Amazon Is Banning People For Making Too Many Returns (businessinsider.com)
Amazon -- which for years has maintained the standard for free returns online -- might now ban users for making too many returns. From a report:The Wall Street Journal on Tuesday documented complaints that the e-commerce giant had barred customers who had returned items. Amazon apparently failed to alert the customers that they had returned too many items before the bans. The Journal spoke with two people and cited dozens more online who said they had been barred from Amazon, as well as others who received emails from the company after returning some items. The two people who spoke with The Journal seem to be part of a wave of hundreds of people who were barred from Amazon in late March and early April, as previously reported by Business Insider.
I've read of some people buying and returning the same item every month so they never had to actually pay for it since Amazon kept giving them a full refund.
my karma will be here long after I'm gone
Amazon is acting rationally.
From better articles about this, it appears a large number of the bans were actually people who used returns as part of a fake review scheme. They'd 'buy' something, review it as a 'verified purchase', then return it at the last possible minute to get discounts, freebies or pay outs.
They're banning "hundreds" of people out of the hundreds of millions of customers they have. These are people who are abusing the system, and they deserve the bans (well, maybe some of them don't, but I strongly suspect they all do). People like that are the reason why companies have to institute less lenient return policies, and by banning them Amazon can prevent abuse of their policies while still allowing people who may have legitimate reason for returning items to do so. In other words, Amazon can offer those free returns precisely because they ban people who abuse them, not because they ban people who use them.
"None can love freedom heartily, but good men; the rest love not freedom, but license." --John Milton
There are people on YouTube who have channels devoted to unboxing Amazon items that they clearly have no intention of ever keeping.
Many of the reviews are truly low on content because you can tell the person has unboxed his/her 50th item that day, and they don't have the energy or knowledge to say anything of value.
Amazon isn't in the business of allowing these people to profit from free returns.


Leave out the pictures and set down the rest of the listing below word for word.

/---

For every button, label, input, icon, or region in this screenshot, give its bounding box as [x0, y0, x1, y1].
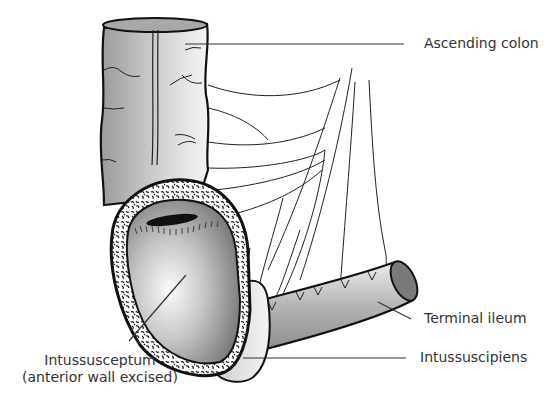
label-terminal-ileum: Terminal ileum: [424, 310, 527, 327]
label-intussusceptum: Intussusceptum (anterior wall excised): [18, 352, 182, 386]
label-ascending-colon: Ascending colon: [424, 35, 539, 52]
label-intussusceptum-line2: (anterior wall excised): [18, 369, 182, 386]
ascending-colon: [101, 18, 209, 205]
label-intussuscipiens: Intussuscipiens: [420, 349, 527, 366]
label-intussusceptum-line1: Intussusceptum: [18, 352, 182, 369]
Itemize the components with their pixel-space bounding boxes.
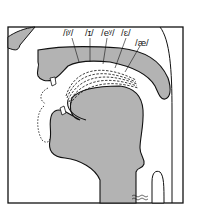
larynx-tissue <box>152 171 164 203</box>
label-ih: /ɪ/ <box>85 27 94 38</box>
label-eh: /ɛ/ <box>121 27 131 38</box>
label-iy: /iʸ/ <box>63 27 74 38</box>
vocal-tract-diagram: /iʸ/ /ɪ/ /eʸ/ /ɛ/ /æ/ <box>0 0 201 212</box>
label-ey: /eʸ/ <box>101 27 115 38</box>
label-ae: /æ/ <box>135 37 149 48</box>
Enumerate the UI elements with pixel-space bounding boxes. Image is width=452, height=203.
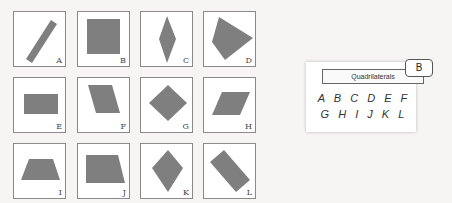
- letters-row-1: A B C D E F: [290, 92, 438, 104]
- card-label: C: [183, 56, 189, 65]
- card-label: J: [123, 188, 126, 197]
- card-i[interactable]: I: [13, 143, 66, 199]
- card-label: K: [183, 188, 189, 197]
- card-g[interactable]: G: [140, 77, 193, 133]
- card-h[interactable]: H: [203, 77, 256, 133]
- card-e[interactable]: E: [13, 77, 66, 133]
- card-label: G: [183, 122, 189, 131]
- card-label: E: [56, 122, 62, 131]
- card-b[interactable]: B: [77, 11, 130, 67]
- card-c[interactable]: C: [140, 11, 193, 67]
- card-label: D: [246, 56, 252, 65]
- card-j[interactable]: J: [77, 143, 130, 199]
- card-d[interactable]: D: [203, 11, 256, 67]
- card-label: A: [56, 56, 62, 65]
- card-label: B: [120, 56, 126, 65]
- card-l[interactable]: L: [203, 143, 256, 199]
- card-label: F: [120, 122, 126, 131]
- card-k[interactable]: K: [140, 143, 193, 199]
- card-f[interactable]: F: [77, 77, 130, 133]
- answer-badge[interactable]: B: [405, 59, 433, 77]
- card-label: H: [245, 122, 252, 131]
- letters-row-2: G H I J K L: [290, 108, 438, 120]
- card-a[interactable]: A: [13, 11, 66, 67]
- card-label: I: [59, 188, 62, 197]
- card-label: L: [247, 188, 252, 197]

\---

EXERCISE OUTPUT:
For every button, label, input, icon, or region in this screenshot, give its bounding box as [x0, y0, x1, y1].
label-terminal-ileum: Terminal ileum: [424, 310, 527, 327]
label-intussusceptum: Intussusceptum (anterior wall excised): [18, 352, 182, 386]
label-ascending-colon: Ascending colon: [424, 35, 539, 52]
label-intussusceptum-line2: (anterior wall excised): [18, 369, 182, 386]
ascending-colon: [101, 18, 209, 205]
label-intussuscipiens: Intussuscipiens: [420, 349, 527, 366]
label-intussusceptum-line1: Intussusceptum: [18, 352, 182, 369]
Itemize the components with their pixel-space bounding boxes.
larynx-tissue <box>152 171 164 203</box>
label-ih: /ɪ/ <box>85 27 94 38</box>
label-eh: /ɛ/ <box>121 27 131 38</box>
label-iy: /iʸ/ <box>63 27 74 38</box>
vocal-tract-diagram: /iʸ/ /ɪ/ /eʸ/ /ɛ/ /æ/ <box>0 0 201 212</box>
label-ey: /eʸ/ <box>101 27 115 38</box>
label-ae: /æ/ <box>135 37 149 48</box>
Enumerate the UI elements with pixel-space bounding boxes. Image is width=452, height=203.
- letters-row-1: A B C D E F: [290, 92, 438, 104]
- card-label: C: [183, 56, 189, 65]
- card-label: J: [123, 188, 126, 197]
- card-i[interactable]: I: [13, 143, 66, 199]
- card-label: K: [183, 188, 189, 197]
- card-g[interactable]: G: [140, 77, 193, 133]
- card-h[interactable]: H: [203, 77, 256, 133]
- card-e[interactable]: E: [13, 77, 66, 133]
- card-label: G: [183, 122, 189, 131]
- card-label: E: [56, 122, 62, 131]
- card-b[interactable]: B: [77, 11, 130, 67]
- card-c[interactable]: C: [140, 11, 193, 67]
- card-label: D: [246, 56, 252, 65]
- card-j[interactable]: J: [77, 143, 130, 199]
- card-d[interactable]: D: [203, 11, 256, 67]
- card-label: A: [56, 56, 62, 65]
- card-label: B: [120, 56, 126, 65]
- card-l[interactable]: L: [203, 143, 256, 199]
- card-label: F: [120, 122, 126, 131]
- card-k[interactable]: K: [140, 143, 193, 199]
- card-f[interactable]: F: [77, 77, 130, 133]
- answer-badge[interactable]: B: [405, 59, 433, 77]
- card-label: H: [245, 122, 252, 131]
- letters-row-2: G H I J K L: [290, 108, 438, 120]
- card-a[interactable]: A: [13, 11, 66, 67]
- card-label: I: [59, 188, 62, 197]
- card-label: L: [247, 188, 252, 197]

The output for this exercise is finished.